Monday, December 28, 2009

Mechanical Biological Treatment Process with AD Explained

The New Civil Engineer magazine has published (19 November edition 2009) a refreshingly down to earth description of the process which will soon start to mechanically and biologically treat a part of Manchester’s residual (black bag) Municipal Solid Waste (MSW). The following was stated by Peter Harvey in his role as the Business Director of Enpure (Process Engineering). Enpure is the encumbent EPC Contractor, in the Greater Manchester Waste Disposal Authority’s huge city-wide PFI waste management contract.

This multi-billion contract was finally let around about last Easter after extended delays, and not least the problems caused by the credit crunch last Autumn. Under this Contract, Enpure is the EPC Contractor which will provide processing facilities for the PPP Consortium Laing Viridor to operate two MBT Facilities to be built at Reliance Street and Bredbury, under a £57 million Contract.

(In MBT there is always a choice to be made between composting to reduce the activity of the organic material before it goes to landfill, which is of dubious merit, or Anaerobic Digestion which does a better job but requires more investment and some risk of not repaying that investment. - Added by your Blogmaster)

"There are a number of ways that you can biologically treat that [smaller fraction], composting for example, or anaerobic digestion which can then create methane for electricity production. That particular approach [anaerobic digestion] is what we have on our two MBT projects," says Peter Harvey.

The process begins at the materials recovery facility (MRF) whereby black bag [mixed residual] waste (MSW) goes through a very coarse shredder that reduces waste to 250mm to 300mm pieces.

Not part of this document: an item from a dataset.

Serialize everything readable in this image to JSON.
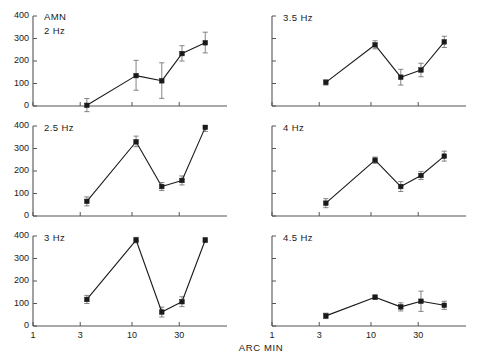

At that point the waste is screened and material of less than 80mm (the organic fraction) goes off for anaerobic digestion.

But first it needs further separation. "If we didn't clean it up then grit, pieces of plastic and bits of rubble could cause blockages so we have a very sophisticated wet separation process called the hydro-pulper".

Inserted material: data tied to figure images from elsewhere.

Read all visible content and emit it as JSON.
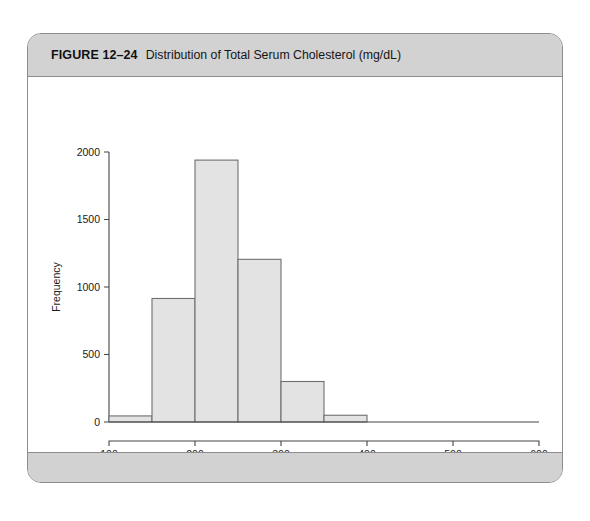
{
  "figure": {
    "label": "FIGURE 12–24",
    "caption": "Distribution of Total Serum Cholesterol (mg/dL)"
  },
  "chart_data": {
    "type": "bar",
    "title": "",
    "xlabel": "Total Serum Cholesterol",
    "ylabel": "Frequency",
    "categories": [
      "100–150",
      "150–200",
      "200–250",
      "250–300",
      "300–350",
      "350–400"
    ],
    "bin_edges": [
      100,
      150,
      200,
      250,
      300,
      350,
      400
    ],
    "values": [
      45,
      915,
      1940,
      1205,
      300,
      50
    ],
    "xlim": [
      100,
      600
    ],
    "ylim": [
      0,
      2000
    ],
    "xticks": [
      100,
      200,
      300,
      400,
      500,
      600
    ],
    "xtick_labels": [
      "100",
      "200",
      "300",
      "400",
      "500",
      "600"
    ],
    "yticks": [
      0,
      500,
      1000,
      1500,
      2000
    ],
    "ytick_labels": [
      "0",
      "500",
      "1000",
      "1500",
      "2000"
    ],
    "grid": false,
    "legend": null,
    "bar_fill": "#e3e3e3",
    "bar_stroke": "#6f6f6f",
    "axis_color": "#444444"
  }
}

It is this pulper which has not been used before in the UK. It comes from German firm BTA International. "It is a vessel with a high speed impeller in the centre that will transfer any organic material, paper, cardboard, food and organic matter into a sludge, which we can then pass through a screen and into the digesters," says Phil Harvey.

Just under 5MW of electricity will be generated by the Reliance Street and Bredbury facilities to fuel the MBT process and feed back into the grid. "Between these two facilities there is enough to power 10,000 homes from the biogas alone.

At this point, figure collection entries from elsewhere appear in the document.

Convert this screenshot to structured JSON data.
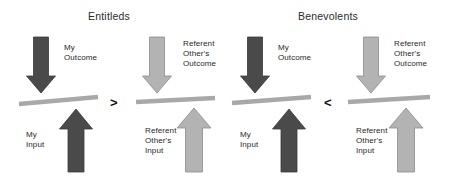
{
  "figure": {
    "type": "equity-theory-balance-diagram",
    "background": "#ffffff",
    "width": 451,
    "height": 179
  },
  "palette": {
    "dark_arrow": "#4a4a4a",
    "dark_arrow_stroke": "#3a3a3a",
    "light_arrow": "#b3b3b3",
    "light_arrow_stroke": "#8c8c8c",
    "beam": "#a8a8a8",
    "beam_stroke": "#9a9a9a",
    "text": "#1f1f1f",
    "title_text": "#2a2a2a"
  },
  "titles": [
    {
      "text": "Entitleds",
      "x": 88,
      "y": 10
    },
    {
      "text": "Benevolents",
      "x": 298,
      "y": 10
    }
  ],
  "comparators": [
    {
      "symbol": ">",
      "x": 110,
      "y": 96,
      "meaning": "my-ratio-greater-than-referent-ratio"
    },
    {
      "symbol": "<",
      "x": 324,
      "y": 96,
      "meaning": "my-ratio-less-than-referent-ratio"
    }
  ],
  "groups": [
    {
      "id": "entitleds-self",
      "title_ref": "Entitleds",
      "side": "self",
      "shade": "dark",
      "outcome_label": {
        "lines": [
          "My",
          "Outcome"
        ],
        "x": 64,
        "y": 43
      },
      "input_label": {
        "lines": [
          "My",
          "Input"
        ],
        "x": 26,
        "y": 130
      },
      "down_arrow": {
        "cx": 41,
        "top": 37,
        "bottom": 93,
        "shaft_w": 15,
        "head_w": 29,
        "head_h": 17
      },
      "up_arrow": {
        "cx": 76,
        "top": 109,
        "bottom": 172,
        "shaft_w": 16,
        "head_w": 33,
        "head_h": 20
      },
      "beam": {
        "x1": 19,
        "y1": 104,
        "x2": 98,
        "y2": 97,
        "thickness": 4.5
      }
    },
    {
      "id": "entitleds-referent",
      "title_ref": "Entitleds",
      "side": "referent",
      "shade": "light",
      "outcome_label": {
        "lines": [
          "Referent",
          "Other's",
          "Outcome"
        ],
        "x": 183,
        "y": 39
      },
      "input_label": {
        "lines": [
          "Referent",
          "Other's",
          "Input"
        ],
        "x": 145,
        "y": 126
      },
      "down_arrow": {
        "cx": 157,
        "top": 37,
        "bottom": 93,
        "shaft_w": 15,
        "head_w": 29,
        "head_h": 17
      },
      "up_arrow": {
        "cx": 194,
        "top": 108,
        "bottom": 172,
        "shaft_w": 17,
        "head_w": 34,
        "head_h": 20
      },
      "beam": {
        "x1": 136,
        "y1": 102,
        "x2": 215,
        "y2": 98,
        "thickness": 4.5
      }
    },
    {
      "id": "benevolents-self",
      "title_ref": "Benevolents",
      "side": "self",
      "shade": "dark",
      "outcome_label": {
        "lines": [
          "My",
          "Outcome"
        ],
        "x": 278,
        "y": 43
      },
      "input_label": {
        "lines": [
          "My",
          "Input"
        ],
        "x": 240,
        "y": 130
      },
      "down_arrow": {
        "cx": 255,
        "top": 37,
        "bottom": 93,
        "shaft_w": 15,
        "head_w": 29,
        "head_h": 17
      },
      "up_arrow": {
        "cx": 289,
        "top": 109,
        "bottom": 172,
        "shaft_w": 16,
        "head_w": 33,
        "head_h": 20
      },
      "beam": {
        "x1": 232,
        "y1": 103,
        "x2": 311,
        "y2": 97,
        "thickness": 4.5
      }
    },
    {
      "id": "benevolents-referent",
      "title_ref": "Benevolents",
      "side": "referent",
      "shade": "light",
      "outcome_label": {
        "lines": [
          "Referent",
          "Other's",
          "Outcome"
        ],
        "x": 394,
        "y": 39
      },
      "input_label": {
        "lines": [
          "Referent",
          "Other's",
          "Input"
        ],
        "x": 356,
        "y": 126
      },
      "down_arrow": {
        "cx": 371,
        "top": 37,
        "bottom": 93,
        "shaft_w": 15,
        "head_w": 29,
        "head_h": 17
      },
      "up_arrow": {
        "cx": 406,
        "top": 108,
        "bottom": 172,
        "shaft_w": 17,
        "head_w": 34,
        "head_h": 20
      },
      "beam": {
        "x1": 348,
        "y1": 102,
        "x2": 430,
        "y2": 97,
        "thickness": 4.5
      }
    }
  ]
}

As for the larger components, these are sorted for recycling in the case of metals and plastics, or for sending on as Refuse Derived Fuel (RDF) to Runcorn [for incineration].

The fraction above 80mm is then put through a density separation process so that we can eliminate any hardcore material from that size fraction.

Then there is metals removal. After this it is shredded to 30mm ready for RDF production.

We also have an air knife which blows off plastics into the RDF as well.

At Reliance Street the treatment process will handle 100,000t of waste per annum, but only 63,000t of this will go through the MBT plant. The rest, larger particles over 45mm, is sorted out and sent off for recycling.


"The only real difference between the two sites is the degree of sorting that happens before the wet preparation stage," says Peter Harvey.


Of course with plants handling so much waste material and especially the Anaerobic Digestion present, there has clearly and quite understandably been much concern about odours.

Because Reliance Street is right in the city it uses a sophisticated odour control process called regenerative thermal oxidation. The odour is collected via ducts and blown into the treatment system which uses heat in the presence of a catalyst to thermally oxidise the odorous compounds in the air. The heat from the treated air is captured using silicon tiles.

"Bredbury has a more conventional odour system, we operate the buildings under negative pressure so that if there are any leaks they go into the building rather than out and all that air is treated with biofilters," says Peter Harvey.

1 comment:

Steve Last said...

Blogmaster: Please note that when I refer to organic here in this article I use the original meaning of organic (chemical compounds having a carbon basis: animal or vegetable matter) and not the definition used by the Foodies which is food grown without the use of chemical fertilizers, pesticides, fungicides etc.